A few weeks after the lunch, Hauer-King got on a plane and returned to Auschwitz. He wanted to pay his respects and try to see the place through Lali’s eyes. Initially, he planned to travel alone but a friend came with him and Hauer-King was very grateful for that friend. He describes this second visit as “similar but different” to the school trip. His chest still tightened as he approached the camp. The sense of weight and darkness was still there, etched upon the sky, embedded in the stones.
He spoke to his mother a lot: Debra had mixed feelings on the project. “I think she felt excited and proud and thought it was a wonderful opportunity and an amazing thing to be able to tell this story in a meaningful way. To remember and honour it.” Yet there was also a tremendous amount of responsibility. “You do it, but you do it knowing that you’ve got a massive duty to give it everything and throw yourself completely into it – because it’s not to be taken lightly.”
He didn’t take it lightly. A nutritionist helped him lose weight. He researched extensively, read survivors’ accounts – Jewish Italian writer Primo Levi’s If This Is a Man became almost a sacred text. The memoir describes Levi’s incarceration in Auschwitz from February 1944 to the camp’s liberation on 27 January 1945. “It was such an incredible book about not consenting to dehumanisation, holding some part of yourself back.”
Levi writes: “We are slaves, deprived of every right, exposed to every insult, condemned to certain death, but we still possess one power, and we must defend it with all our strength for it is the last – the power to refuse our consent. So we must certainly wash our faces without soap in dirty water and dry ourselves on our jackets. We must polish our shoes, not because the regulation states it, but for dignity and propriety. We must walk erect, without dragging our feet, not in homage to Prussian discipline but to remain alive, not to begin to die.”
Heather Morris offered invaluable insight into Lali Sokolov. “We met up on a number of occasions,” says Hauer-King of the author. “I got to ask her anything I wanted about him. And it was just beautiful hearing about their relationship, hearing about their dynamic.”
Morris couldn’t be more effusive in her praise. “Every time I went to London, we always found time to have some quiet time, just the two of us, over the next 12 months,” Morris tells me over Zoom. “He wanted to be able to capture all I could tell him about what Lali was like as a young man.”
As well as his dedication, Morris speaks of Hauer-King’s maturity, “almost a wisdom beyond his years. A bit of that old soul as if he’s been touched organically by the experience of a Holocaust survivor. He quite simply got it and he got it quickly. He wanted to learn everything.”
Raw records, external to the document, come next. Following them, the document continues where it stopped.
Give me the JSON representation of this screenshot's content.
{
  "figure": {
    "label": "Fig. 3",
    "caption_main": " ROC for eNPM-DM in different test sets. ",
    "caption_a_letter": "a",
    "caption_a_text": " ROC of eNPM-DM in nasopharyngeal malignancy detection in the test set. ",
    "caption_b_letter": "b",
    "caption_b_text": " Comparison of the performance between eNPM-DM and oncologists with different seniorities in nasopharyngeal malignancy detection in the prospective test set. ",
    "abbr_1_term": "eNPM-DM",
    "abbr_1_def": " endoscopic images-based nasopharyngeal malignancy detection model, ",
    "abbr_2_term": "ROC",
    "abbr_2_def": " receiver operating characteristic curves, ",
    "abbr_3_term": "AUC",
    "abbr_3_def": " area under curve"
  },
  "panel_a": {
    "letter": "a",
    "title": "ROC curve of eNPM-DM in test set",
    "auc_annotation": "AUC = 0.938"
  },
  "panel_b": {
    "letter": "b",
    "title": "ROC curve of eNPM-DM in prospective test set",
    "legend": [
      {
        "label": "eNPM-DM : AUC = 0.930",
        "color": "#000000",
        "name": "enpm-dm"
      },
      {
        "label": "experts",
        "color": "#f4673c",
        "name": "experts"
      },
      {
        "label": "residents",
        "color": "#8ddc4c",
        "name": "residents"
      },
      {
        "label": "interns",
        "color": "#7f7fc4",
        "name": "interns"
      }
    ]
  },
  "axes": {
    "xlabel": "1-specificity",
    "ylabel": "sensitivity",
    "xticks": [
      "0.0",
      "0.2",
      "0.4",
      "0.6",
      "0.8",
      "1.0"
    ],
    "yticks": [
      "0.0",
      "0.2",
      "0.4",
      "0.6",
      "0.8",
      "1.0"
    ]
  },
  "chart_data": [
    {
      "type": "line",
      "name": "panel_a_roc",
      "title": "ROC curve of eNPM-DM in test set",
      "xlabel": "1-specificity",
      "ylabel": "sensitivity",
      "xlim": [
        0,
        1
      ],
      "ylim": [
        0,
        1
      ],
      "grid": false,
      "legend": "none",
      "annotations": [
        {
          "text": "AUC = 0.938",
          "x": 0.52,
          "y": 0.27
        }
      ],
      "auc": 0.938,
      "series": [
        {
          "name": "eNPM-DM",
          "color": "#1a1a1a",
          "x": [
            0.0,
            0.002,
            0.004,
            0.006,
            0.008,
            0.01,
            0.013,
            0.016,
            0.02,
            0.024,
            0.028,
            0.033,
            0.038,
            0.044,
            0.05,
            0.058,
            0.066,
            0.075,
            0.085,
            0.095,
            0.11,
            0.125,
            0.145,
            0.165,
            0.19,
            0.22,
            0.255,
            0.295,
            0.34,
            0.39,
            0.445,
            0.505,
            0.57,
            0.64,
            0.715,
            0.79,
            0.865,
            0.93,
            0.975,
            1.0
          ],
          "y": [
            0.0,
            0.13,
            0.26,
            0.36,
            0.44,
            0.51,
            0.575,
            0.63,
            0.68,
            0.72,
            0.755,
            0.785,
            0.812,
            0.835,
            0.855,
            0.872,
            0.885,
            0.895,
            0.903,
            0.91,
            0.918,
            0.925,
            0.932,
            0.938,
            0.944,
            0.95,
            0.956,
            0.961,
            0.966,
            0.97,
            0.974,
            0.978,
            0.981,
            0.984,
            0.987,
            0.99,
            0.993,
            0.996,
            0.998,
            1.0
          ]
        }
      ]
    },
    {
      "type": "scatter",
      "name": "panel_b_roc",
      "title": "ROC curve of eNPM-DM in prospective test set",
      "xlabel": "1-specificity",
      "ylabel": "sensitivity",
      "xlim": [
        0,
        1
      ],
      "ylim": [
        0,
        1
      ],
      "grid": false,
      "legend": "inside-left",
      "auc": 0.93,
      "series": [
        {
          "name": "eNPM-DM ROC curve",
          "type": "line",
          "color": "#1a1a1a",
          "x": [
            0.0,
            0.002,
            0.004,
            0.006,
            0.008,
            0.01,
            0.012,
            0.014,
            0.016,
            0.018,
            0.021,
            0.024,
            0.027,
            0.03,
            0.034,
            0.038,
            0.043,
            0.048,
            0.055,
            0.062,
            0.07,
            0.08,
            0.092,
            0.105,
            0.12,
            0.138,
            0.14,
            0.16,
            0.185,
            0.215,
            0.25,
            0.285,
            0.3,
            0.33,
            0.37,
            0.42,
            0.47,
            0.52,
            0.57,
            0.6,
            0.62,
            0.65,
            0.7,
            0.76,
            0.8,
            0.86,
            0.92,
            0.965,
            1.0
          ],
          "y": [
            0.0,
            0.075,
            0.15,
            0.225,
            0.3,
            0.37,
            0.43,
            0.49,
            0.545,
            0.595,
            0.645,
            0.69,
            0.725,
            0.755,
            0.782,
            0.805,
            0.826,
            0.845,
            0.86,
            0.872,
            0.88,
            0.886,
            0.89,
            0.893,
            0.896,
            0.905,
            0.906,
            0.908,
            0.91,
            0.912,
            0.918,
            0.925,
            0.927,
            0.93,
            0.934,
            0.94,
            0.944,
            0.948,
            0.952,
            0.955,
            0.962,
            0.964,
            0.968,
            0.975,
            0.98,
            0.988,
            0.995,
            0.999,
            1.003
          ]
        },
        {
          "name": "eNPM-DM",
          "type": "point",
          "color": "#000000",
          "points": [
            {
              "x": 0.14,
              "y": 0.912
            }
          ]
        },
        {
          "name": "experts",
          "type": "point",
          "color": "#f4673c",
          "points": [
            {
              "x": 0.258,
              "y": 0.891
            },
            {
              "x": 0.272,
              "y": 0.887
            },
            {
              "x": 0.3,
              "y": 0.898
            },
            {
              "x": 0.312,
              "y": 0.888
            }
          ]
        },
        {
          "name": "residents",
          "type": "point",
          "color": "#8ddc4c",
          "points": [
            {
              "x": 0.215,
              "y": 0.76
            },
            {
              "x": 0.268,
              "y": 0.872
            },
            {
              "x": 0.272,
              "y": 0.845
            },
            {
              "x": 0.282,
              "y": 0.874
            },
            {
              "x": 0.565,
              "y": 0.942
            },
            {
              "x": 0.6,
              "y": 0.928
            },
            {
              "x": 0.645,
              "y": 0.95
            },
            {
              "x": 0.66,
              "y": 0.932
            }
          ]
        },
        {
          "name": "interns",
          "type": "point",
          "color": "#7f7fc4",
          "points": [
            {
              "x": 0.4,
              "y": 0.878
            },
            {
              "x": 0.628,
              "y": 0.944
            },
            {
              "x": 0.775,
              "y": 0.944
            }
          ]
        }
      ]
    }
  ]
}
“He’s very grounded,” agrees Claire Mundell. “He has a real sensible head on his shoulders.” She describes Hauer-King as “the consummate professional. As number one on the call sheet; he set the tone for the rest of the cast and the crew to some extent. He was always gracious, kind. He was so respectful of the work that we were doing, but also respectful of everyone’s role in that process.”
Filming took place in Slovakia over several long months. Interiors such as the prisoner barracks were shot in a studio. For the exterior shots, a miniature Auschwitz was painstakingly recreated outside Bratislava: “What they built was so enormous and it was still a fraction of what it would have been.”
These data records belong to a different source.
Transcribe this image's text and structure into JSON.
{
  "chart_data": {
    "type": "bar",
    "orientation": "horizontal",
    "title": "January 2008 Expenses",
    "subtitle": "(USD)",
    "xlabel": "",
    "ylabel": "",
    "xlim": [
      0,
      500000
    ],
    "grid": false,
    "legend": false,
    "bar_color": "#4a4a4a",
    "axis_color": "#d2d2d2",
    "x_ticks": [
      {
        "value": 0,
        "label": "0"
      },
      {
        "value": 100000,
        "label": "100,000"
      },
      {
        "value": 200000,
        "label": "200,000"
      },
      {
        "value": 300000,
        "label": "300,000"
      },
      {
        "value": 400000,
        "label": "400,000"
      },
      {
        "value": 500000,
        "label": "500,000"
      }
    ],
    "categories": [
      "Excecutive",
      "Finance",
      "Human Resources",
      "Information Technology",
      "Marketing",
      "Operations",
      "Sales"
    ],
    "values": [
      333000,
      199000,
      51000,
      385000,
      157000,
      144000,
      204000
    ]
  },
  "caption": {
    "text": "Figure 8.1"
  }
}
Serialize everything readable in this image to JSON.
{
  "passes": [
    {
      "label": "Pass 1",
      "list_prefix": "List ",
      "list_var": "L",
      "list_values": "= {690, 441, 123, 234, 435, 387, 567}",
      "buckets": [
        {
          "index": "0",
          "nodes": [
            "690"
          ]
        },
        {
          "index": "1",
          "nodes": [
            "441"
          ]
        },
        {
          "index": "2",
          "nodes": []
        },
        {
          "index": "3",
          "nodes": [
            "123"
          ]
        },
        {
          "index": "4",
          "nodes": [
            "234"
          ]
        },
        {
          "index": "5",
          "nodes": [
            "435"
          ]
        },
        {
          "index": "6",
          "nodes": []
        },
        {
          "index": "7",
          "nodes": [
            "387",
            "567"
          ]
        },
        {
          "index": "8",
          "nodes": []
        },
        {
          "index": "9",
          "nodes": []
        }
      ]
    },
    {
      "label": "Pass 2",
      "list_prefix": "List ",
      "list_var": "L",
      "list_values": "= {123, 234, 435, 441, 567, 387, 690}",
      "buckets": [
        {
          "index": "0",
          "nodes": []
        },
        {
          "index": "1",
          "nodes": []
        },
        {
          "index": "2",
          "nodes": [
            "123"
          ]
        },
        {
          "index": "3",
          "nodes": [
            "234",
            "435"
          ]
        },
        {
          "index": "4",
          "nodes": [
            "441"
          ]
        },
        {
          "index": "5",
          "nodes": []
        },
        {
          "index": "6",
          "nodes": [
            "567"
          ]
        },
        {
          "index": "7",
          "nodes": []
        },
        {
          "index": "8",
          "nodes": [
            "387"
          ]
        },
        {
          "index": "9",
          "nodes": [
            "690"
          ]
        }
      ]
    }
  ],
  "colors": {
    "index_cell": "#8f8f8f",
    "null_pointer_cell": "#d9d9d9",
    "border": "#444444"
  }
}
Every morning, Hauer-King and hundreds of other actors had their heads shaved and donned prison uniforms. Understandably, the experience had a “profound impact” on the cast and crew. He had hoped “you could somehow insulate yourself from being impacted by what you’re doing every day. And it was ludicrous to think that that would be possible.”
He had a bath every evening. Watched TV. His friends, family, and girlfriend Ellie would fly out to visit him. Mostly, he stayed in the zone and tried to mentally prepare for the following day. “We had this controlled, safe environment and yet it was still upsetting. To think about what it would have been like – it’s kind of unimaginable.”
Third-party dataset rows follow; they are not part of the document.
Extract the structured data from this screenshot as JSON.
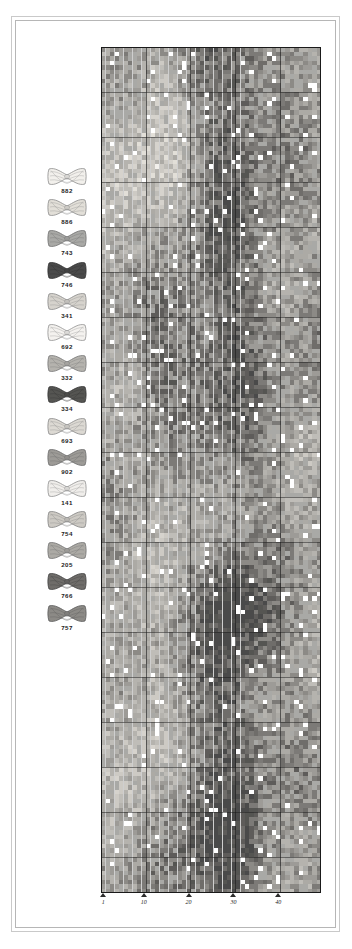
{
  "document": {
    "type": "cross-stitch-pattern-chart",
    "background_color": "#ffffff",
    "frame_color": "#c9c9c9"
  },
  "legend": {
    "title": "",
    "items": [
      {
        "code": "882",
        "color": "#f2f0ec",
        "outline": "#8d8d8d",
        "name": "skein-882"
      },
      {
        "code": "886",
        "color": "#e2dfd8",
        "outline": "#8a8a8a",
        "name": "skein-886"
      },
      {
        "code": "743",
        "color": "#a9a9a6",
        "outline": "#6e6e6e",
        "name": "skein-743"
      },
      {
        "code": "746",
        "color": "#4a4a4a",
        "outline": "#303030",
        "name": "skein-746"
      },
      {
        "code": "341",
        "color": "#d6d3cd",
        "outline": "#868686",
        "name": "skein-341"
      },
      {
        "code": "692",
        "color": "#f4f2ef",
        "outline": "#909090",
        "name": "skein-692"
      },
      {
        "code": "332",
        "color": "#b5b3ae",
        "outline": "#757575",
        "name": "skein-332"
      },
      {
        "code": "334",
        "color": "#555552",
        "outline": "#333333",
        "name": "skein-334"
      },
      {
        "code": "693",
        "color": "#dcd9d3",
        "outline": "#888888",
        "name": "skein-693"
      },
      {
        "code": "902",
        "color": "#9d9b97",
        "outline": "#6a6a6a",
        "name": "skein-902"
      },
      {
        "code": "141",
        "color": "#f0eeeb",
        "outline": "#8f8f8f",
        "name": "skein-141"
      },
      {
        "code": "754",
        "color": "#cdcac4",
        "outline": "#828282",
        "name": "skein-754"
      },
      {
        "code": "205",
        "color": "#acaaa5",
        "outline": "#707070",
        "name": "skein-205"
      },
      {
        "code": "766",
        "color": "#6f6d6a",
        "outline": "#404040",
        "name": "skein-766"
      },
      {
        "code": "757",
        "color": "#8c8a86",
        "outline": "#5a5a5a",
        "name": "skein-757"
      }
    ]
  },
  "chart_data": {
    "type": "heatmap",
    "title": "",
    "xlabel": "",
    "ylabel": "",
    "columns": 49,
    "rows": 188,
    "cell_size_px": 4.49,
    "grid": true,
    "grid_minor_color": "#cfcfcf",
    "grid_major_color": "#1a1a1a",
    "grid_major_every": 10,
    "border_color": "#1a1a1a",
    "x_axis": {
      "ticks": [
        1,
        10,
        20,
        30,
        40
      ],
      "tick_labels": [
        "1",
        "10",
        "20",
        "30",
        "40"
      ],
      "range": [
        1,
        49
      ]
    },
    "palette": [
      "#ffffff",
      "#f2f0ec",
      "#e2dfd8",
      "#d6d3cd",
      "#cdcac4",
      "#bfbdb8",
      "#b5b3ae",
      "#acaaa5",
      "#a9a9a6",
      "#9d9b97",
      "#8c8a86",
      "#7c7a77",
      "#6f6d6a",
      "#5e5c5a",
      "#555552",
      "#4a4a4a"
    ],
    "palette_codes": [
      "blank",
      "882",
      "886",
      "341",
      "754",
      "693",
      "332",
      "205",
      "743",
      "902",
      "757",
      "692-dk",
      "766",
      "334-lt",
      "334",
      "746"
    ],
    "noise_seed": 20240517
  }
}
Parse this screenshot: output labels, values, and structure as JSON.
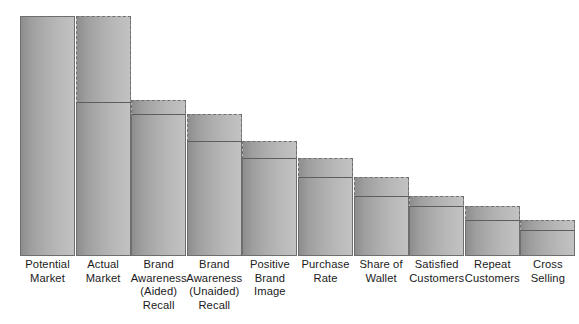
{
  "chart": {
    "title": "",
    "subtitle": "",
    "background_color": "#ffffff",
    "bar_fill_dark": "#8d8d8d",
    "bar_fill_light": "#c2c2c2",
    "outline_color": "#6e6e6e",
    "actual_line_color": "#5d5d5d"
  },
  "chart_data": {
    "type": "bar",
    "title": "",
    "xlabel": "",
    "ylabel": "",
    "grid": false,
    "legend": "none",
    "ylim": [
      0,
      100
    ],
    "axis_visible": false,
    "categories": [
      "Potential Market",
      "Actual Market",
      "Brand Awareness (Aided) Recall",
      "Brand Awareness (Unaided) Recall",
      "Positive Brand Image",
      "Purchase Rate",
      "Share of Wallet",
      "Satisfied Customers",
      "Repeat Customers",
      "Cross Selling"
    ],
    "series": [
      {
        "name": "Potential",
        "values": [
          100,
          100,
          65,
          59,
          48,
          41,
          33,
          25,
          21,
          15
        ]
      },
      {
        "name": "Actual",
        "values": [
          100,
          64,
          59,
          48,
          41,
          33,
          25,
          21,
          15,
          11
        ]
      }
    ]
  },
  "bars": [
    {
      "label_lines": [
        "Potential",
        "Market"
      ],
      "potential": 100,
      "actual": 100,
      "outline_style": "solid",
      "has_actual_line": false
    },
    {
      "label_lines": [
        "Actual",
        "Market"
      ],
      "potential": 100,
      "actual": 64,
      "outline_style": "dashed",
      "has_actual_line": true
    },
    {
      "label_lines": [
        "Brand",
        "Awareness",
        "(Aided)",
        "Recall"
      ],
      "potential": 65,
      "actual": 59,
      "outline_style": "dashed",
      "has_actual_line": true
    },
    {
      "label_lines": [
        "Brand",
        "Awareness",
        "(Unaided)",
        "Recall"
      ],
      "potential": 59,
      "actual": 48,
      "outline_style": "dashed",
      "has_actual_line": true
    },
    {
      "label_lines": [
        "Positive",
        "Brand",
        "Image"
      ],
      "potential": 48,
      "actual": 41,
      "outline_style": "dashed",
      "has_actual_line": true
    },
    {
      "label_lines": [
        "Purchase",
        "Rate"
      ],
      "potential": 41,
      "actual": 33,
      "outline_style": "dashed",
      "has_actual_line": true
    },
    {
      "label_lines": [
        "Share of",
        "Wallet"
      ],
      "potential": 33,
      "actual": 25,
      "outline_style": "dashed",
      "has_actual_line": true
    },
    {
      "label_lines": [
        "Satisfied",
        "Customers"
      ],
      "potential": 25,
      "actual": 21,
      "outline_style": "dashed",
      "has_actual_line": true
    },
    {
      "label_lines": [
        "Repeat",
        "Customers"
      ],
      "potential": 21,
      "actual": 15,
      "outline_style": "dashed",
      "has_actual_line": true
    },
    {
      "label_lines": [
        "Cross",
        "Selling"
      ],
      "potential": 15,
      "actual": 11,
      "outline_style": "dashed",
      "has_actual_line": true
    }
  ],
  "layout": {
    "bar_width_px": 55,
    "bar_pitch_px": 55.6,
    "first_bar_left_px": 20,
    "baseline_y_px": 256,
    "max_bar_height_px": 240
  }
}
The work paid off: Hauer-King is brilliant in the role. Watching the first episode, I jotted down a few words: ‘still’, ‘watchful’, ‘proud’. Weeks later, Morris tells me some of the advice she offered Hauer-King: “You’ve got to be differential and subservient to these guys, your head’s got to be down, but your eyes are alert, you’ve got to be looking around.” She tells me what Lali Solokov told her: “I never took a step anywhere without looking around to see where the danger was.”
What does Morris think the real Lali would have made of Hauer-King? “His first comment would be, ‘He’s a good looking boy. I was a good looking boy.’ And then he would see this beautiful personality and this very charming young man.”
The series comes at an incredibly sensitive and urgent time owing to the October 7 attacks and the ongoing conflict in Gaza. “What’s happening right now is awful,” says Hauer-King. “I really, really hope that it comes to an end as quickly as possible. It’s just heartbreaking reading the news every day.”
I voice my hope that Benjamin Netanyahu will be removed from office. He nods and crosses his fingers. Later he observes how all around the world, “antisemitism is on the rise, Islamophobia is on the rise. It’s pretty devastating to see the prejudice and hate speech against both.”
Hauer-King studied theology and religious studies at Cambridge University, attracted to the course by its exploration of the big existential questions. “How do we find purpose and meaning in life? What makes us tick?” In our interview last year, I asked Hauer-King what made him tick – can he remember his answer?
He chuckles, leans back in his chair in contemplation. “I have no idea what I would’ve said!” There were three things… “Did I say Arsenal?” That was one, yes.
Pause. “Did I say family?” You did not – “Oh no!” – although one was a little family adjacent… “Food!”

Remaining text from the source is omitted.